Raffaele Cinotti – English version

1981
April 7, Rome
Raffaele Cinotti, 28 years old, Deputy Brigadier of the Custody Corps

Raffaele Cinotti was born in San Prisco (CE) on May 23, 1953. On April 7, 1981, at 6:45 in the morning, he was attacked outside his home while he was leaving for work. The murder was carried out by three members of the Red Brigades right outside the door of his home at Via Acquaroni 123 in Rome (Tor Bella Monaca area near Via Casilina), where the 28-year-old officer lived with his wife and two children, aged two years and five months.
Cinotti, a head of post in the judicial isolation ward at Rome Rebibbia prison, fell victim to a terrorist ambush by three individuals who fired eight shots at him. The deadly ambush was claimed by the “Red Brigades” in a phone call to the switchboard of the newspaper “La Repubblica.” The murder, like others, was part of the extreme left-wing terrorism’s campaign of intimidation on the “prison front.”
The Ambush
The three terrorists waited a short distance from the entrance door and shot him with eight bullets from 6mm and 7.65mm pistols: sixteen shell casings were found at the scene. A worker on his way to work witnessed the murder but only saw the three terrorists fleeing in a white Fiat 128, possibly driven by a fourth accomplice. Initially, it was suggested that the brigatisti’s action might have been a “response” to the arrest of Mario Moretti in Milan on April 4, 1981. Indeed, in a phone call to “La Repubblica” less than an hour after the attack, a man’s voice claimed the assassination: “This is the Red Brigades. We have executed the torturer, exploiter Cinotti,” and warned, “Do not touch the comrades arrested in Milan.” However, investigators believed it was a coincidence. The brigatisti had been following Raffaele Cinotti for several days and chose Tuesday for the ambush, the day the only bar in the area, located right in front of Cinotti’s home, was closed. Another claim was sent to the editorial office of “Il Messaggero”: the message was found under a car parked on Via Rasella.
The BR Strategy
The murder of Raffaele Cinotti was part of a strategy by the Roman column of the BR and the entire organization to target the men and institutions of the penitentiary administration. The previous year, Judge Girolamo Minervini, newly appointed Director General of the Institutes of Prevention and Punishment (the current Head of DAP), was killed. Only a few weeks earlier, on January 15, Judge Giovanni D’Urso, who had been kidnapped on December 12, 1980, was released. During his captivity, the brigatisti had distributed a photo of him with a sign around his neck that read, “Organize the liberation of imprisoned proletarians, dismantle the differentiation circuit” (the rigorous prison system for terrorists). At that time, D’Urso was serving as the head of the III office of the Directorate General of Institutes of Prevention and Punishment. At the scene of Cinotti’s murder, the brigatisti left a packet titled “D’Urso Campaign,” containing 121 pages that included a “report” of the kidnapping: a communiqué from the “Kampo di Palmi Brigade,” texts of ten leaflets issued during the judge’s captivity, diaries kept by inmates in Trani during the previous December’s uprising, suppressed by a Carabinieri blitz, and some pages of the kidnapped magistrate’s interrogation, including the organizational chart of the penitentiary administration.
Raffaele Cinotti had repeatedly requested a transfer to Caserta to be near his parents from San Prisco, Caserta, but he never indicated to friends and relatives that he felt he was in direct danger.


▶ About this exercise:
Where a line of the listing below includes the word "cell", reproduce that line.

BEGIN Data shown

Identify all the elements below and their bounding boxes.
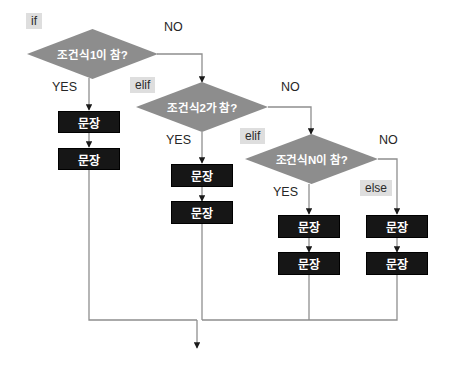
keyword-tag-elif-2: elif (240, 128, 265, 144)
edge-label-no-2: NO (281, 80, 300, 94)
process-label-else-2: 문장 (386, 255, 409, 272)
process-label-if-1: 문장 (78, 114, 101, 131)
flowchart-diagram: if elif elif else 조건식1이 참? 조건식2가 참? 조건식N… (0, 0, 449, 375)
edge-label-yes-1: YES (52, 80, 77, 94)
process-label-elif1-1: 문장 (191, 167, 214, 184)
process-node-else-1: 문장 (366, 215, 428, 238)
process-node-elif1-2: 문장 (171, 201, 233, 224)
decision-label-1: 조건식1이 참? (57, 46, 127, 62)
keyword-tag-elif-1: elif (130, 77, 155, 93)
process-node-elif1-1: 문장 (171, 164, 233, 187)
process-node-if-1: 문장 (58, 111, 120, 133)
edge-label-no-1: NO (164, 20, 183, 34)
edge-d2-no (268, 107, 311, 134)
decision-label-2: 조건식2가 참? (167, 99, 237, 115)
edge-label-no-3: NO (379, 133, 398, 147)
edge-else-to-merge (202, 275, 397, 320)
process-node-if-2: 문장 (58, 148, 120, 170)
decision-label-3: 조건식N이 참? (276, 151, 348, 167)
process-node-elifn-1: 문장 (278, 215, 340, 238)
edge-if-to-merge (89, 170, 197, 320)
keyword-tag-if: if (26, 13, 42, 29)
process-node-elifn-2: 문장 (278, 252, 340, 275)
edge-label-yes-2: YES (166, 133, 191, 147)
edge-label-yes-3: YES (273, 185, 298, 199)
process-label-elif1-2: 문장 (191, 204, 214, 221)
process-label-elifn-2: 문장 (298, 255, 321, 272)
process-label-else-1: 문장 (386, 218, 409, 235)
process-label-elifn-1: 문장 (298, 218, 321, 235)
edge-d1-no (157, 54, 202, 82)
process-node-else-2: 문장 (366, 252, 428, 275)
process-label-if-2: 문장 (78, 151, 101, 168)
keyword-tag-else: else (360, 180, 392, 196)
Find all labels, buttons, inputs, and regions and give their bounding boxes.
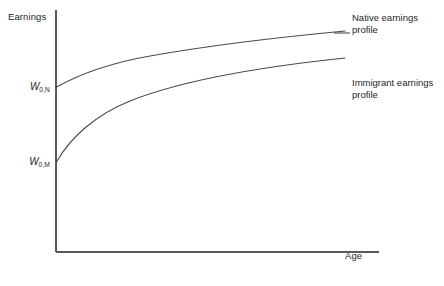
native-annotation-line-2: profile (352, 24, 418, 36)
x-axis-label: Age (345, 250, 362, 262)
immigrant-earnings-annotation: Immigrant earnings profile (352, 77, 433, 101)
immigrant-earnings-curve (57, 58, 346, 162)
y-tick-immigrant-intercept: W0,M (10, 156, 50, 167)
immigrant-intercept-variable: W (29, 156, 38, 167)
native-annotation-line-1: Native earnings (352, 12, 418, 24)
native-intercept-variable: W (30, 81, 39, 92)
native-intercept-subscript: 0,N (39, 86, 50, 93)
native-earnings-annotation: Native earnings profile (352, 12, 418, 36)
immigrant-intercept-subscript: 0,M (39, 161, 50, 168)
native-earnings-curve (57, 31, 346, 87)
earnings-profile-chart: Earnings Age W0,N W0,M Native earnings p… (0, 0, 444, 286)
immigrant-annotation-line-2: profile (352, 89, 433, 101)
y-tick-native-intercept: W0,N (10, 81, 50, 92)
chart-canvas (0, 0, 444, 286)
immigrant-annotation-line-1: Immigrant earnings (352, 77, 433, 89)
y-axis-label: Earnings (8, 11, 46, 23)
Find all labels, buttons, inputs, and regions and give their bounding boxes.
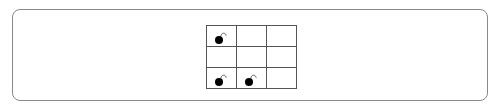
grid-cell-r0-c2[interactable]: [267, 26, 297, 47]
grid-cell-r1-c1[interactable]: [237, 47, 267, 68]
grid-cell-r1-c2[interactable]: [267, 47, 297, 68]
grid-cell-r0-c0[interactable]: [207, 26, 237, 47]
grid-cell-r2-c1[interactable]: [237, 68, 267, 89]
bomb-icon: [214, 30, 228, 44]
game-grid: [206, 25, 297, 89]
grid-cell-r2-c2[interactable]: [267, 68, 297, 89]
bomb-icon: [214, 72, 228, 86]
grid-cell-r1-c0[interactable]: [207, 47, 237, 68]
bomb-icon: [244, 72, 258, 86]
grid-cell-r2-c0[interactable]: [207, 68, 237, 89]
grid-cell-r0-c1[interactable]: [237, 26, 267, 47]
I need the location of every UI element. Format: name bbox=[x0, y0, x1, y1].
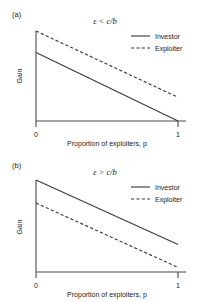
figure-container: (a) ε < c/b 0 1 Proportion of exploiters… bbox=[0, 0, 210, 302]
panel-b-xticklabel-0: 0 bbox=[34, 282, 38, 289]
panel-a-xlabel: Proportion of exploiters, p bbox=[67, 140, 147, 148]
panel-b-legend-label-investor: Investor bbox=[155, 184, 181, 191]
panel-b-plot: 0 1 Proportion of exploiters, p Gain Inv… bbox=[0, 151, 210, 302]
panel-a-legend-label-exploiter: Exploiter bbox=[155, 45, 183, 53]
panel-a-plot: 0 1 Proportion of exploiters, p Gain Inv… bbox=[0, 0, 210, 151]
panel-a-ylabel: Gain bbox=[16, 69, 23, 84]
panel-b: (b) ε > c/b 0 1 Proportion of exploiters… bbox=[0, 151, 210, 302]
panel-a-xticklabel-1: 1 bbox=[176, 131, 180, 138]
panel-b-xlabel: Proportion of exploiters, p bbox=[67, 291, 147, 299]
panel-b-ylabel: Gain bbox=[16, 220, 23, 235]
panel-a: (a) ε < c/b 0 1 Proportion of exploiters… bbox=[0, 0, 210, 151]
panel-b-xticklabel-1: 1 bbox=[176, 282, 180, 289]
panel-b-legend-label-exploiter: Exploiter bbox=[155, 196, 183, 204]
panel-a-xticklabel-0: 0 bbox=[34, 131, 38, 138]
panel-a-legend-label-investor: Investor bbox=[155, 33, 181, 40]
panel-a-series-investor bbox=[36, 53, 178, 121]
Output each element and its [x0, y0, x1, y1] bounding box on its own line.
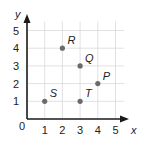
y-axis-label: y [14, 8, 22, 20]
x-axis-arrow-icon [120, 116, 129, 123]
y-tick-label: 3 [13, 60, 19, 72]
x-tick-label: 4 [95, 124, 101, 136]
origin-label: 0 [19, 120, 25, 132]
y-tick-label: 4 [13, 42, 19, 54]
x-axis-label: x [130, 124, 137, 136]
y-tick-label: 1 [13, 95, 19, 107]
y-tick-label: 2 [13, 78, 19, 90]
point-r [60, 46, 65, 51]
x-tick-label: 1 [42, 124, 48, 136]
data-points: RQPST [42, 34, 111, 104]
y-tick-label: 5 [13, 25, 19, 37]
point-q [78, 63, 83, 68]
point-p [95, 81, 100, 86]
x-tick-label: 5 [112, 124, 118, 136]
coordinate-plane: 1234512345 x y 0 RQPST [0, 0, 145, 145]
x-tick-label: 2 [59, 124, 65, 136]
point-label-r: R [67, 34, 75, 46]
point-label-s: S [50, 87, 58, 99]
point-t [78, 99, 83, 104]
point-label-q: Q [85, 52, 94, 64]
point-label-p: P [103, 70, 111, 82]
point-s [42, 99, 47, 104]
x-tick-label: 3 [77, 124, 83, 136]
point-label-t: T [85, 87, 93, 99]
y-axis-arrow-icon [24, 14, 31, 23]
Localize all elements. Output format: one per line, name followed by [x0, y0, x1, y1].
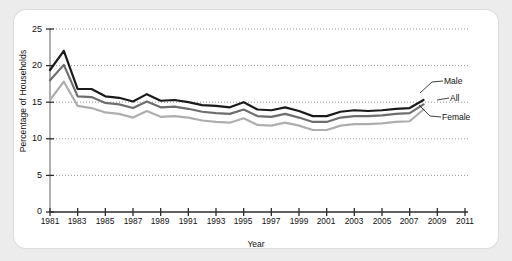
x-tick-label-2011: 2011	[448, 216, 482, 226]
y-tick-label-25: 25	[20, 24, 42, 34]
series-label-male: Male	[444, 76, 462, 86]
series-label-female: Female	[442, 112, 470, 122]
chart-figure: Percentage of Households Year 25 20 15 1…	[0, 0, 512, 261]
y-tick-label-0: 0	[20, 206, 42, 216]
y-tick-label-10: 10	[20, 133, 42, 143]
y-tick-label-5: 5	[20, 170, 42, 180]
y-tick-label-15: 15	[20, 97, 42, 107]
chart-panel	[14, 10, 498, 248]
x-axis-title: Year	[0, 239, 512, 249]
series-label-all: All	[450, 93, 459, 103]
y-tick-label-20: 20	[20, 60, 42, 70]
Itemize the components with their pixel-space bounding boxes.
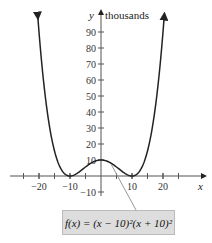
y-unit-label: thousands	[105, 9, 149, 21]
y-tick-label: −10	[80, 187, 96, 198]
y-tick-label: 50	[86, 91, 96, 102]
y-tick-label: 90	[86, 27, 96, 38]
y-axis-label: y	[88, 9, 94, 21]
y-tick-label: 70	[86, 59, 96, 70]
y-ticks: 908070605040302010−10	[80, 27, 104, 198]
y-tick-label: 80	[86, 43, 96, 54]
x-tick-label: 20	[158, 181, 168, 192]
x-tick-label: −10	[62, 181, 78, 192]
y-tick-label: 60	[86, 75, 96, 86]
chart-canvas: −20−101020 908070605040302010−10 y thous…	[0, 0, 212, 243]
y-tick-label: 20	[86, 139, 96, 150]
formula-annotation: f(x) = (x − 10)²(x + 10)²	[62, 210, 175, 235]
x-axis-label: x	[197, 180, 203, 192]
x-tick-label: −20	[31, 181, 47, 192]
x-tick-label: 10	[127, 181, 137, 192]
y-tick-label: 40	[86, 107, 96, 118]
y-tick-label: 30	[86, 123, 96, 134]
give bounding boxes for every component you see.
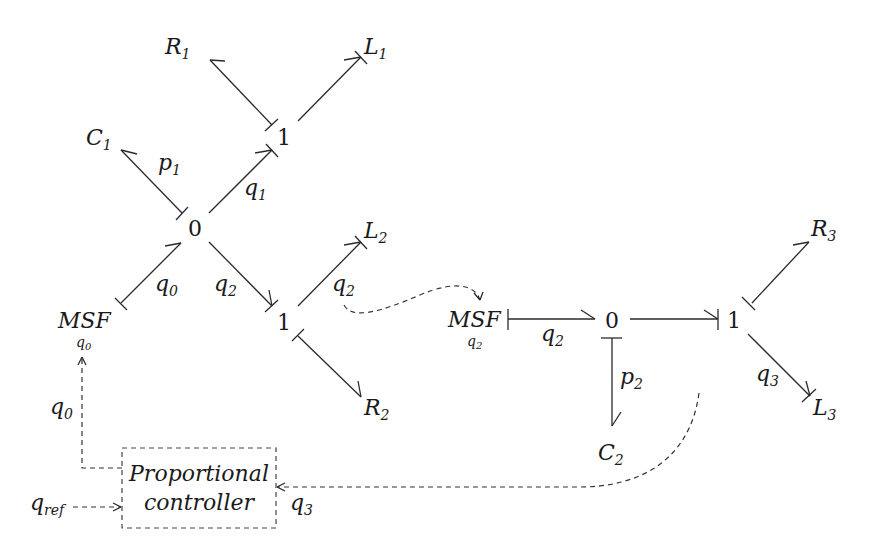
node-C1: C1 bbox=[86, 125, 112, 153]
node-R2: R2 bbox=[363, 395, 390, 423]
node-MSF-right-sub: q2 bbox=[467, 333, 482, 351]
controller-line1: Proportional bbox=[128, 461, 269, 486]
node-C2: C2 bbox=[598, 440, 624, 468]
bond-0right-1right bbox=[630, 309, 718, 330]
label-q3-right: q3 bbox=[756, 361, 779, 389]
signal-qref-to-controller bbox=[73, 503, 121, 511]
signal-q3-to-controller bbox=[277, 393, 699, 491]
proportional-controller-box bbox=[122, 448, 276, 528]
node-zero-left: 0 bbox=[188, 216, 202, 241]
bond-MSF-0 bbox=[115, 243, 181, 310]
bond-1top-R1 bbox=[210, 60, 278, 131]
controller-line2: controller bbox=[144, 490, 255, 515]
node-MSF-right: MSF bbox=[447, 307, 502, 332]
bond-graph-diagram: R1 L1 1 C1 0 L2 MSF q0 1 R2 MSF q2 0 1 R… bbox=[0, 0, 885, 557]
bond-0right-C2 bbox=[601, 338, 622, 426]
label-p2: p2 bbox=[620, 364, 643, 392]
bond-1mid-R2 bbox=[292, 329, 361, 397]
node-MSF-left-sub: q0 bbox=[76, 334, 92, 352]
label-p1: p1 bbox=[158, 150, 181, 178]
signal-controller-to-MSF bbox=[78, 357, 122, 468]
node-one-top: 1 bbox=[277, 125, 291, 150]
label-q2-left: q2 bbox=[214, 271, 237, 299]
label-qref: qref bbox=[30, 490, 67, 518]
bond-1right-R3 bbox=[742, 242, 809, 310]
label-q3-signal: q3 bbox=[290, 490, 313, 518]
node-one-mid: 1 bbox=[277, 310, 291, 335]
bond-1top-L1 bbox=[298, 51, 367, 121]
node-R1: R1 bbox=[164, 34, 191, 62]
node-L1: L1 bbox=[363, 34, 388, 62]
label-q2-mid: q2 bbox=[332, 271, 355, 299]
node-L2: L2 bbox=[363, 218, 388, 246]
node-L3: L3 bbox=[812, 395, 837, 423]
label-q1: q1 bbox=[244, 175, 267, 203]
node-one-right: 1 bbox=[727, 308, 741, 333]
bond-0-C1 bbox=[121, 150, 188, 220]
label-q0-signal: q0 bbox=[50, 394, 73, 422]
node-R3: R3 bbox=[810, 216, 837, 244]
label-q2-right: q2 bbox=[541, 321, 564, 349]
label-q0: q0 bbox=[155, 271, 178, 299]
node-MSF-left: MSF bbox=[57, 308, 112, 333]
node-zero-right: 0 bbox=[605, 308, 619, 333]
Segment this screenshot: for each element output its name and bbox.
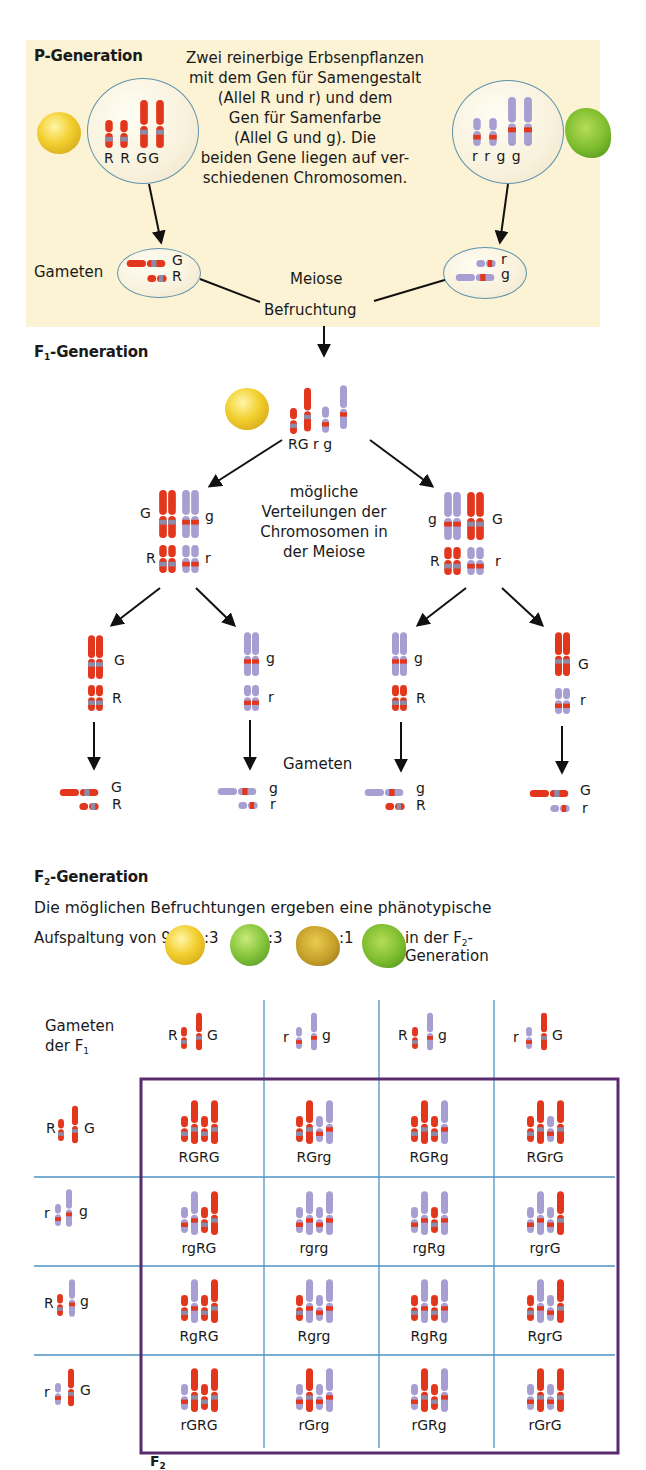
footer-F: F <box>150 1453 159 1469</box>
genotype-label: rGrG <box>500 1417 590 1433</box>
zygote-chromosomes <box>0 0 646 1470</box>
footer-sub: 2 <box>159 1461 165 1470</box>
f2-footer-label: F2 <box>150 1453 165 1470</box>
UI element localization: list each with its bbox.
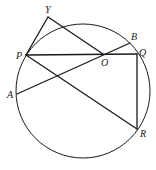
label-A: A xyxy=(6,89,14,100)
label-R: R xyxy=(139,128,146,139)
segment-YO xyxy=(48,17,103,54)
geometry-diagram: Y P O B Q A R xyxy=(0,0,156,170)
label-Q: Q xyxy=(139,47,147,58)
circle xyxy=(16,24,150,158)
label-O: O xyxy=(101,57,108,68)
label-B: B xyxy=(131,31,137,42)
segment-PR xyxy=(26,55,137,129)
label-Y: Y xyxy=(45,4,52,15)
label-P: P xyxy=(15,50,22,61)
segment-PQ xyxy=(26,54,137,55)
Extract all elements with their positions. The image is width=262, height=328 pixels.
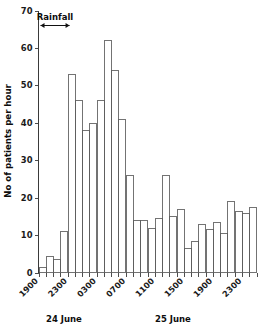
y-tick-label-50: 50 [21,80,33,90]
bar-1600 [192,242,199,273]
bar-0400 [105,41,112,273]
histogram-bars [40,41,257,273]
y-tick-label-70: 70 [21,6,33,16]
y-axis-ticks [35,12,39,274]
chart-figure: 010203040506070 190023000300070011001500… [0,0,262,328]
bar-0500 [112,71,119,273]
bar-1100 [156,219,163,273]
bar-2000 [47,257,54,273]
bar-0600 [119,120,126,273]
bar-0800 [134,221,141,273]
bar-1900 [214,223,221,273]
bar-1700 [199,225,206,273]
bar-0300 [98,101,105,273]
bar-2000 [221,234,228,273]
bar-0200 [90,124,97,273]
bar-2200 [236,212,243,273]
patients-per-hour-histogram: 010203040506070 190023000300070011001500… [0,0,262,328]
bar-0700 [127,176,134,273]
bar-1900 [40,268,47,273]
y-tick-label-40: 40 [21,118,33,128]
bar-1500 [185,249,192,273]
bar-2100 [228,202,235,273]
bar-1300 [170,217,177,273]
x-tick-label-1900-0: 1900 [17,276,40,299]
y-tick-label-20: 20 [21,193,33,203]
y-axis-tick-labels: 010203040506070 [21,6,33,278]
y-axis-title: No of patients per hour [3,84,13,198]
y-tick-label-30: 30 [21,155,33,165]
rainfall-arrow-head-right [66,23,70,28]
x-tick-label-1900-6: 1900 [191,276,214,299]
bar-2300 [243,214,250,273]
x-tick-label-0700-3: 0700 [104,276,127,299]
bar-2100 [54,260,61,273]
x-tick-label-1100-4: 1100 [133,276,156,299]
day-label-0: 24 June [46,314,82,324]
bar-0100 [83,131,90,273]
bar-2400 [250,208,257,273]
bar-1400 [178,210,185,273]
bar-0900 [141,221,148,273]
x-tick-label-0300-2: 0300 [75,276,98,299]
rainfall-arrow-head-left [41,23,45,28]
rainfall-annotation-label: Rainfall [37,12,74,22]
bar-2300 [69,75,76,273]
y-tick-label-60: 60 [21,43,33,53]
y-tick-label-10: 10 [21,230,33,240]
x-tick-label-2300-1: 2300 [46,276,69,299]
bar-2400 [76,101,83,273]
x-axis-tick-labels: 19002300030007001100150019002300 [17,276,244,299]
bar-1200 [163,176,170,273]
day-labels: 24 June25 June [46,314,191,324]
x-tick-label-2300-7: 2300 [220,276,243,299]
bar-1800 [207,230,214,273]
day-label-1: 25 June [155,314,191,324]
chart-annotations: Rainfall [37,12,74,29]
x-tick-label-1500-5: 1500 [162,276,185,299]
bar-2200 [61,232,68,273]
bar-1000 [149,229,156,273]
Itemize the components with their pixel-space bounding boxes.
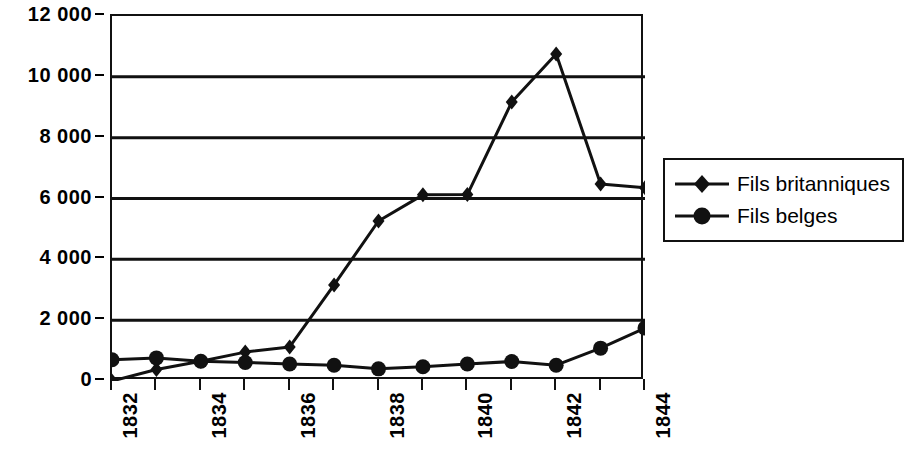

END Data shown

▶ Exercise response:
grid-cell-r0-c2[interactable]: [267, 26, 297, 47]
grid-cell-r1-c1[interactable]: [237, 47, 267, 68]
grid-cell-r1-c2[interactable]: [267, 47, 297, 68]
grid-cell-r0-c0[interactable]: [207, 26, 237, 47]
grid-cell-r2-c1[interactable]: [237, 68, 267, 89]
grid-cell-r2-c2[interactable]: [267, 68, 297, 89]
grid-cell-r1-c0[interactable]: [207, 47, 237, 68]
grid-cell-r2-c0[interactable]: [207, 68, 237, 89]
grid-cell-r0-c1[interactable]: [237, 26, 267, 47]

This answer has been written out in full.